11 Jun
16 questions for church leaders
Disclaimer: I completely ripped these questions off from Seth Godin’s post earlier this week, “16 Questions for free agents” but with good intentions. Many leaders I talk to lack clarity in their role. Let’s face it: the job of the pastor and staff member today looks very different than what it did just five years ago. It’s time to revisit the tough questions and begin to rethink how we approach our leadership roles in local church ministry.
- Who are you trying to please?
- Are you trying to make a living, make a difference, or leave a legacy?
- How will the world be different when you’ve completed your time in professional church leadership?
- Is it more important to add new members or to increase your interactions with existing ones?
- Do you want a staff or a team?
- Would you rather have an open-ended program that’s never done, or programs that solve or address and immediate community need and comes with a natural end points?
- Are you prepared to actively represent your church, or are you expecting that people will just walk in the door of your church and beg to become a member?
- Which: to invent a new way of providing pastoral leadership or to be just like Bob/Sue, but better?
- If you take money for your position, are you prepared to perform (get measurable results) at the level at which your are being compensated?
- Are you done personally growing, or are you committed to things that will force you to change and develop yourself?
- Choose: teach and lead and challenge your members, or do what they ask…

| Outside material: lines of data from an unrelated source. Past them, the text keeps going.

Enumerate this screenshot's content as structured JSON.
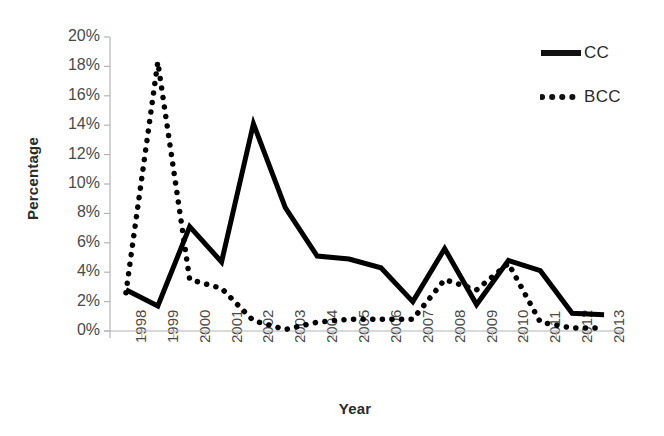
{
  "chart_data": {
    "type": "line",
    "title": "",
    "xlabel": "Year",
    "ylabel": "Percentage",
    "categories": [
      "1998",
      "1999",
      "2000",
      "2001",
      "2002",
      "2003",
      "2004",
      "2005",
      "2006",
      "2007",
      "2008",
      "2009",
      "2010",
      "2011",
      "2012",
      "2013"
    ],
    "series": [
      {
        "name": "CC",
        "style": "solid",
        "color": "#000000",
        "values": [
          2.8,
          1.7,
          7.1,
          4.7,
          14.1,
          8.4,
          5.1,
          4.9,
          4.3,
          2.0,
          5.6,
          1.8,
          4.8,
          4.1,
          1.2,
          1.1
        ]
      },
      {
        "name": "BCC",
        "style": "dotted",
        "color": "#000000",
        "values": [
          2.6,
          18.3,
          3.5,
          2.9,
          0.7,
          0.1,
          0.6,
          0.8,
          0.8,
          0.8,
          3.5,
          2.8,
          4.6,
          0.6,
          0.2,
          0.2
        ]
      }
    ],
    "ylim": [
      0,
      20
    ],
    "y_tick_step": 2,
    "y_tick_labels": [
      "20%",
      "18%",
      "16%",
      "14%",
      "12%",
      "10%",
      "8%",
      "6%",
      "4%",
      "2%",
      "0%"
    ],
    "grid": false,
    "legend_position": "top-right"
  },
  "legend": {
    "entries": [
      {
        "label": "CC",
        "style": "solid"
      },
      {
        "label": "BCC",
        "style": "dotted"
      }
    ]
  },
  "axes": {
    "y_title": "Percentage",
    "x_title": "Year"
  }
}
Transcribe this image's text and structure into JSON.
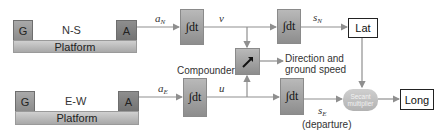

- How long can you wait before it feels as though you’re succeeding?
- Is perfect important?
- Do you want your members to know each other (a tribe) or is it better they be anonymous and separate?
- How close to failure, wipe out and humiliation are you willing to fly? (And while we’re on the topic, how open to criticism are you willing to be?)
- What does busy look like?
Not that you didn’t already have enough on the agenda for the next staff meeting or staff retreat, but I’d highly recommend asking and answer these questions individually and as a staff. It will change you, your staff, and your church.









Nice one Ben,
I regularly read Seth’s blog and I like the way you’ve adapted it to church leadership.
I’m about to join the staff at my local Church and these questions certainly help me get some clarity in my thinking.
God bless,
Darren
Thanks, Darren. Good luck in your next steps of ministry. Sounds like God is expanding your Kingdom impact. Exciting!